States Clear to Send Trump Commission Sensitive Voter File Data
Connecting state and local government leaders
The ACLU is attempting to document the process.
A federal judge declined on Monday to issue a temporary restraining order blocking the Presidential Advisory Commission on Election Integrity from seeking sensitive voter file data of states.
The Washington, D.C.-based public interest research group suing the commission, Electronic Privacy Information Center, argued in court the mailed requests violated constitutional privacy rights, reported the Los Angeles Times.
Only Arkansas had complied when the commission voluntarily ceased collection on July 10, pending the outcome of the case, though 16 other states are expected to comply fully, according to the Brennan Center for Justice, now that the way is clear.
“The commission cannot evade privacy obligations by playing a shell game with the nation’s voting records,” said EPIC President Marc Rotenberg, following the decision, in a statement.
Twenty-one states refused to provide the commission any information, prompting President Trump to ask, “What are they worried about?” prior to the body’s first livestreamed meeting on July 19.
Two states are reviewing the request, two states never received one and another eight plan to impose conditions prior to the release of the data. Iowa falls into that last category.
Iowa’s Secretary of State Paul Pate provided two emails to the American Civil Liberties Union the same day, the entirety of his correspondence with the commission, in response to an open-records request. The civil rights organization is compiling all communications between the the commission and state elections officials, having sued the body in court on the grounds it violated the Federal Advisory Committee Act by not making all of its records and meetings public.
That suit and others against the commission are ongoing, and Pate, a Republican like the majority of the commission’s members, accused the ACLU of trying to garner media coverage with its tactics.
Names, addresses, dates of birth, party affiliation, and elections voted in are all included with Iowa’s voter list, though Social Security and driver’s license numbers are redacted by law. A record of who citizens vote for isn’t kept.
Trump formed the commission through an executive order after publicly suggesting that voter fraud by non-citizens was to blame for his loss of the popular vote by nearly 3 million ballots to Democrat Hillary Clinton in the November presidential election.

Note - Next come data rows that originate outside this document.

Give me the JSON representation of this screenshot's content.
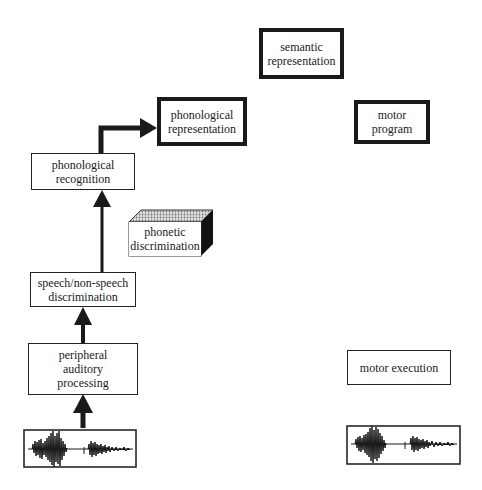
{
  "diagram": {
    "nodes": {
      "semantic_representation": {
        "lines": [
          "semantic",
          "representation"
        ],
        "style": "thick"
      },
      "phonological_representation": {
        "lines": [
          "phonological",
          "representation"
        ],
        "style": "thick"
      },
      "motor_program": {
        "lines": [
          "motor",
          "program"
        ],
        "style": "thick"
      },
      "phonological_recognition": {
        "lines": [
          "phonological",
          "recognition"
        ],
        "style": "thin"
      },
      "phonetic_discrimination": {
        "lines": [
          "phonetic",
          "discrimination"
        ],
        "style": "3d-block"
      },
      "speech_nonspeech_discrimination": {
        "lines": [
          "speech/non-speech",
          "discrimination"
        ],
        "style": "thin"
      },
      "peripheral_auditory_processing": {
        "lines": [
          "peripheral",
          "auditory",
          "processing"
        ],
        "style": "thin"
      },
      "motor_execution": {
        "lines": [
          "motor execution"
        ],
        "style": "thin"
      },
      "input_waveform": {
        "type": "speech-waveform"
      },
      "output_waveform": {
        "type": "speech-waveform"
      }
    },
    "edges": [
      {
        "from": "input_waveform",
        "to": "peripheral_auditory_processing"
      },
      {
        "from": "peripheral_auditory_processing",
        "to": "speech_nonspeech_discrimination"
      },
      {
        "from": "speech_nonspeech_discrimination",
        "to": "phonological_recognition"
      },
      {
        "from": "phonological_recognition",
        "to": "phonological_representation"
      }
    ],
    "colors": {
      "stroke": "#1a1a1a",
      "background": "#ffffff",
      "block_side": "#111111",
      "block_top": "#bdbdbd"
    }
  }
}
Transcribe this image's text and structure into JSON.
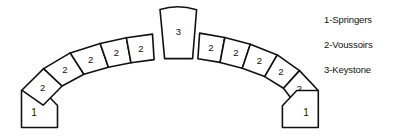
{
  "figure": {
    "background_color": "#ffffff",
    "line_color": "#111111",
    "fill_color": "#ffffff"
  },
  "legend": {
    "items": [
      {
        "key": "1",
        "label": "1-Springers"
      },
      {
        "key": "2",
        "label": "2-Voussoirs"
      },
      {
        "key": "3",
        "label": "3-Keystone"
      }
    ]
  },
  "arch": {
    "keystone": {
      "label": "3",
      "name": "keystone"
    },
    "voussoirs_left": [
      {
        "label": "2"
      },
      {
        "label": "2"
      },
      {
        "label": "2"
      },
      {
        "label": "2"
      },
      {
        "label": "2"
      }
    ],
    "voussoirs_right": [
      {
        "label": "2"
      },
      {
        "label": "2"
      },
      {
        "label": "2"
      },
      {
        "label": "2"
      },
      {
        "label": "2"
      }
    ],
    "springer_left": {
      "label": "1",
      "name": "springer-left"
    },
    "springer_right": {
      "label": "1",
      "name": "springer-right"
    }
  }
}
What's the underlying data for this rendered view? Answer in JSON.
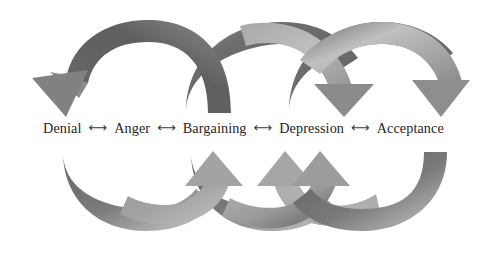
{
  "diagram": {
    "background_color": "#ffffff",
    "stages": [
      {
        "label": "Denial"
      },
      {
        "label": "Anger"
      },
      {
        "label": "Bargaining"
      },
      {
        "label": "Depression"
      },
      {
        "label": "Acceptance"
      }
    ],
    "separator_glyph": "⟷",
    "text_color": "#262626",
    "separator_color": "#3a3a3a",
    "arrow_colors": {
      "dark": "#5f5f5f",
      "mid": "#7d7d7d",
      "light": "#b4b4b4",
      "lighter": "#c9c9c9"
    },
    "top_arrows": [
      {
        "name": "arc-top-1",
        "from_stage": "Bargaining",
        "to_stage": "Denial",
        "direction": "down-left",
        "arrowhead": "down",
        "head_x": 60
      },
      {
        "name": "arc-top-2",
        "from_stage": "Denial",
        "to_stage": "Bargaining",
        "direction": "down-right",
        "arrowhead": "none",
        "head_x": 222
      },
      {
        "name": "arc-top-3",
        "from_stage": "Acceptance",
        "to_stage": "Depression",
        "direction": "down-left",
        "arrowhead": "down",
        "head_x": 344
      },
      {
        "name": "arc-top-4",
        "from_stage": "Bargaining",
        "to_stage": "Acceptance",
        "direction": "down-right",
        "arrowhead": "down",
        "head_x": 440
      }
    ],
    "bottom_arrows": [
      {
        "name": "arc-bottom-1",
        "from_stage": "Denial",
        "to_stage": "Bargaining",
        "direction": "up-right",
        "arrowhead": "up",
        "head_x": 213
      },
      {
        "name": "arc-bottom-2",
        "from_stage": "Bargaining",
        "to_stage": "Denial",
        "direction": "up-left",
        "arrowhead": "none",
        "head_x": 168
      },
      {
        "name": "arc-bottom-3",
        "from_stage": "Depression",
        "to_stage": "Bargaining",
        "direction": "up-left",
        "arrowhead": "up",
        "head_x": 285
      },
      {
        "name": "arc-bottom-4",
        "from_stage": "Acceptance",
        "to_stage": "Depression",
        "direction": "up-left",
        "arrowhead": "up",
        "head_x": 320
      }
    ]
  }
}
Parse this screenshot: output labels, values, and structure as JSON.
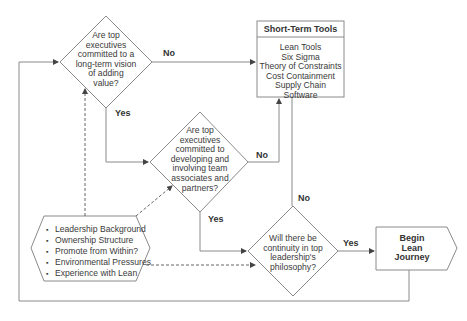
{
  "decisions": [
    {
      "id": "q1",
      "lines": [
        "Are top",
        "executives",
        "committed to a",
        "long-term vision",
        "of adding",
        "value?"
      ],
      "no_label": "No",
      "yes_label": "Yes"
    },
    {
      "id": "q2",
      "lines": [
        "Are top",
        "executives",
        "committed to",
        "developing and",
        "involving  team",
        "associates and",
        "partners?"
      ],
      "no_label": "No",
      "yes_label": "Yes"
    },
    {
      "id": "q3",
      "lines": [
        "Will there be",
        "continuity in top",
        "leadership's",
        "philosophy?"
      ],
      "no_label": "No",
      "yes_label": "Yes"
    }
  ],
  "short_term_tools": {
    "title": "Short-Term Tools",
    "items": [
      "Lean Tools",
      "Six Sigma",
      "Theory of Constraints",
      "Cost Containment",
      "Supply Chain Software"
    ]
  },
  "factors": {
    "items": [
      "Leadership Background",
      "Ownership Structure",
      "Promote from Within?",
      "Environmental Pressures",
      "Experience with Lean"
    ]
  },
  "end": {
    "lines": [
      "Begin",
      "Lean",
      "Journey"
    ]
  },
  "colors": {
    "line": "#8a8a8a",
    "text": "#3a3a3a"
  }
}
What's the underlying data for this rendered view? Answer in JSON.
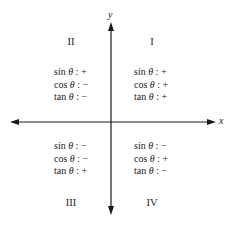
{
  "axes": {
    "x_label": "x",
    "y_label": "y",
    "color": "#1a1a1a"
  },
  "quadrants": [
    {
      "numeral": "I",
      "rows": [
        {
          "fn": "sin",
          "var": "θ",
          "sign": "+"
        },
        {
          "fn": "cos",
          "var": "θ",
          "sign": "+"
        },
        {
          "fn": "tan",
          "var": "θ",
          "sign": "+"
        }
      ]
    },
    {
      "numeral": "II",
      "rows": [
        {
          "fn": "sin",
          "var": "θ",
          "sign": "+"
        },
        {
          "fn": "cos",
          "var": "θ",
          "sign": "−"
        },
        {
          "fn": "tan",
          "var": "θ",
          "sign": "−"
        }
      ]
    },
    {
      "numeral": "III",
      "rows": [
        {
          "fn": "sin",
          "var": "θ",
          "sign": "−"
        },
        {
          "fn": "cos",
          "var": "θ",
          "sign": "−"
        },
        {
          "fn": "tan",
          "var": "θ",
          "sign": "+"
        }
      ]
    },
    {
      "numeral": "IV",
      "rows": [
        {
          "fn": "sin",
          "var": "θ",
          "sign": "−"
        },
        {
          "fn": "cos",
          "var": "θ",
          "sign": "+"
        },
        {
          "fn": "tan",
          "var": "θ",
          "sign": "−"
        }
      ]
    }
  ],
  "separator": ":"
}
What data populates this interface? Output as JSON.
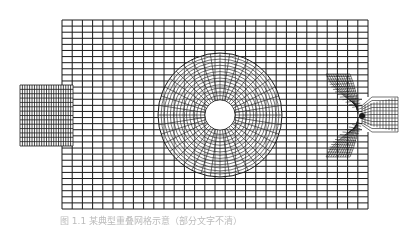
{
  "figure": {
    "stroke_color": "#1a1a1a",
    "background_grid": {
      "x0": 62,
      "y0": 20,
      "x1": 368,
      "y1": 209,
      "cols": 30,
      "rows": 31
    },
    "left_block": {
      "x0": 20,
      "y0": 85,
      "x1": 73,
      "y1": 146,
      "cols": 22,
      "rows": 14
    },
    "annulus": {
      "cx": 220,
      "cy": 115,
      "r_outer": 62,
      "r_inner": 15,
      "radial_lines": 40,
      "rings": 14
    },
    "junction": {
      "center": [
        362,
        116
      ],
      "right_arm": {
        "x0": 362,
        "y0": 97,
        "x1": 398,
        "y1": 132,
        "cols": 12,
        "rows": 10
      }
    }
  },
  "caption": {
    "text": "图 1.1  某典型重叠网格示意（部分文字不清）"
  }
}
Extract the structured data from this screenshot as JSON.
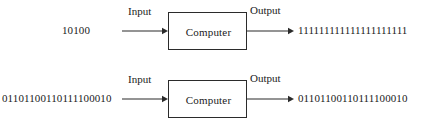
{
  "figure": {
    "stroke_color": "#2b2b2b",
    "text_color": "#1a1a1a",
    "background_color": "#ffffff"
  },
  "diagrams": [
    {
      "id": "diagram-top",
      "input_value": "10100",
      "input_label": "Input",
      "box_label": "Computer",
      "output_label": "Output",
      "output_value": "111111111111111111111"
    },
    {
      "id": "diagram-bottom",
      "input_value": "01101100110111100010",
      "input_label": "Input",
      "box_label": "Computer",
      "output_label": "Output",
      "output_value": "01101100110111100010"
    }
  ]
}
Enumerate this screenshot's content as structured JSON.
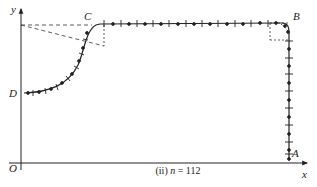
{
  "diagram": {
    "caption": "(ii) n = 112",
    "caption_prefix": "(ii) ",
    "caption_var": "n",
    "caption_value": " = 112",
    "points": {
      "origin": "O",
      "A": "A",
      "B": "B",
      "C": "C",
      "D": "D"
    },
    "axes": {
      "x_label": "x",
      "y_label": "y"
    },
    "colors": {
      "line": "#222222",
      "background": "#ffffff"
    }
  }
}
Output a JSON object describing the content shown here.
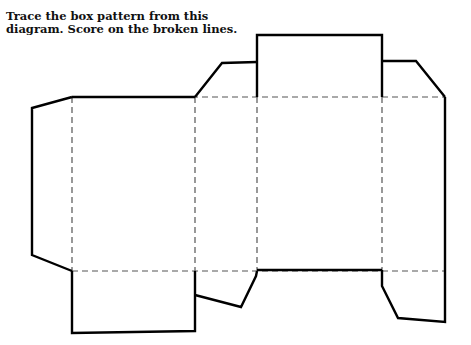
{
  "caption": {
    "line1": "Trace the box pattern from this",
    "line2": "diagram. Score on the broken lines."
  },
  "diagram": {
    "type": "box-net",
    "cut_line_color": "#000000",
    "score_line_color": "#555555",
    "legend": {
      "solid": "cut line",
      "dashed": "score line"
    }
  }
}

The ACLU sees the move as an attempt at voter suppression, with election officials in at least four states reporting the commission is already having a “chilling effect” on registration.
“Instead of these scare tactics, organizations such as the ACLU would better serve voters by helping them understand that their personal information will not be compromised by registering and voting,” Pate wrote, according to the Quad-City Times.
Dave Nyczepir is a News Editor at Government Executive’s Route Fifty and is based in Washington, D.C.